Hexarei

joined 1 year ago
[–] Hexarei@programming.dev 19 points 10 months ago (1 children)

Others have addressed the root and trust questions, so I thought I'd mention the "mess" question:

Even the messiest bowl of ravioli is easier to untangle than a bowl of spaghetti.

The mounts/networks/rules and such aren't "mess", they are isolation. They're commoditization. They're abstraction - Ways to tell whatever is running in the container what it wants to hear, so that you can treat the container as a "black box" that solves the problem you want solved.

Think of Docker containers less like pets and more like cattle, and it very quickly justifies a lot of that stuff because it makes the container disposable, even if the data it's handling isn't.

[–] Hexarei@programming.dev 5 points 10 months ago* (last edited 10 months ago)

That's pretty much what I do as well. It was an absolute game-changer for me when I discovered tiling WMs some ~7 years ago, because it meant super consistent keyboard shortcuts for getting to exactly what I wanted to interact with. I know where individual apps/tasks go, so I put them there. And then when I need to switch to them, it's as straightforward as Super+[workspace].

Also helps a ton that i3wm's workspaces only take up a single monitor at a time, which makes it excellent for jumping between monitors.

None of this is set in stone, but I usually follow a relatively consistent pattern:

Center Monitor

  • 1: Primary/"serious tasks" web browser
  • 4: Any remote or virtualized desktop I might have open at the time
  • 6: Image/video editors. Also sometimes just misc usage.
  • 8: Development web browser next to neovim
  • 9: Steam/games
  • 10: Misc. Often a DBMS or file manager
  • 11: Misc. Often where I put any secondary tasks or second projects I need to reference
  • 12: Misc. Often where I'll stick any long-running tasks that I just need to check on every now and again.

Left monitor

  • 2: Music/comms/task list

Right monitor

  • 3: Always only a terminal.
  • 5: Text editor to use as a
  • 7: Secondary/"wasting time" web browser
[–] Hexarei@programming.dev 3 points 10 months ago (1 children)

Ah, neat! I just looked it up and it does look useful.

I've never really had any trouble with dark reader speed-wise - though it gives one major bonus that no other extension has so far: Attempting to match the appearance of darkened websites to my system theme (Catppuccin)

[–] Hexarei@programming.dev 2 points 10 months ago

On the one hand, I was tempted to disagree with you out of principle - Since being on the winning side is almost always favorable.

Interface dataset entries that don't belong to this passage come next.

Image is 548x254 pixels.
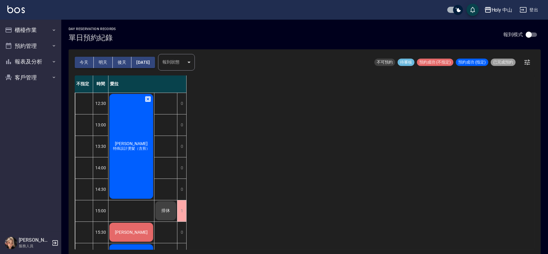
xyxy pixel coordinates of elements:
button: 今天 [75,57,94,68]
div: 0 [177,179,186,200]
img: Person [5,236,17,249]
p: 服務人員 [19,243,50,248]
span: 已完成預約 [491,59,516,65]
button: [DATE] [131,57,155,68]
div: 13:00 [93,114,108,135]
div: 0 [177,93,186,114]
span: 預約成功 (指定) [456,59,488,65]
div: 1 [177,200,186,221]
div: 0 [177,136,186,157]
span: 特殊設計燙髮（含剪） [112,146,151,151]
button: save [467,4,479,16]
div: 0 [177,157,186,178]
button: 後天 [113,57,132,68]
button: 報表及分析 [2,54,59,70]
div: 0 [177,221,186,243]
p: 報到模式 [503,31,523,38]
div: 13:30 [93,135,108,157]
h5: [PERSON_NAME] [19,237,50,243]
button: 登出 [517,4,541,16]
div: 0 [177,114,186,135]
span: 不可預約 [374,59,395,65]
span: [PERSON_NAME] [114,141,149,146]
div: 15:00 [93,200,108,221]
div: 14:30 [93,178,108,200]
span: [PERSON_NAME] [114,229,149,234]
h3: 單日預約紀錄 [69,33,116,42]
div: 12:30 [93,93,108,114]
button: 預約管理 [2,38,59,54]
button: 明天 [94,57,113,68]
span: 預約成功 (不指定) [417,59,453,65]
h2: day Reservation records [69,27,116,31]
span: 排休 [160,208,171,213]
button: Holy 中山 [482,4,515,16]
div: 愛拉 [108,75,187,93]
div: 15:30 [93,221,108,243]
button: 客戶管理 [2,70,59,85]
span: 待審核 [398,59,414,65]
img: Logo [7,6,25,13]
button: 櫃檯作業 [2,22,59,38]
div: 時間 [93,75,108,93]
div: 14:00 [93,157,108,178]
div: Holy 中山 [492,6,513,14]
div: 不指定 [75,75,93,93]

... But on the other hand, I rarely want to be in the same room as any lawyers, much less Disney's. So yeah, I'd rather just avoid being in a situation where I have to be on either side - winning or otherwise =]

[–] Hexarei@programming.dev 1 points 10 months ago (3 children)

I can't tell if you're agreeing with me, disagreeing with me, or suggesting some alternative

[–] Hexarei@programming.dev 64 points 10 months ago (2 children)

Their recognition doesn't change the fact that it's in the public domain

[–] Hexarei@programming.dev 10 points 10 months ago (6 children)

I highly recommend the Dark Reader extension for your browser

[–] Hexarei@programming.dev 9 points 10 months ago

before the what, op?

BEFORE THE WHAT??

sweats, knowing a time-traveler in our midst refused to tell us about the coming copilocalypse

[–] Hexarei@programming.dev 1 points 10 months ago

The context menu or right-ctrl key, probably

[–] Hexarei@programming.dev 1 points 10 months ago (1 children)

yeah it's almost certainly gonna be bound to Super+C, the existing keybind for copilot

[–] Hexarei@programming.dev 2 points 10 months ago (1 children)

screen doesn’t scroll

Screen (and any other muxer) can scroll just fine. You just have to learn how to do it in each one. Tmux, for example, is ctrl+b [ to enter scroll mode.

mistyped file operations

Get a good TUI file manager. I use and recommend ranger.

[–] Hexarei@programming.dev 7 points 10 months ago

The solution for me is that I run Nextcloud on a Kubernetes cluster and pin a container version. Then every few months I update that version in my deployment yaml to the latest one I want to run, and run kubectl apply -f nextcloud.yml and it just does its thing. Never given me any real trouble.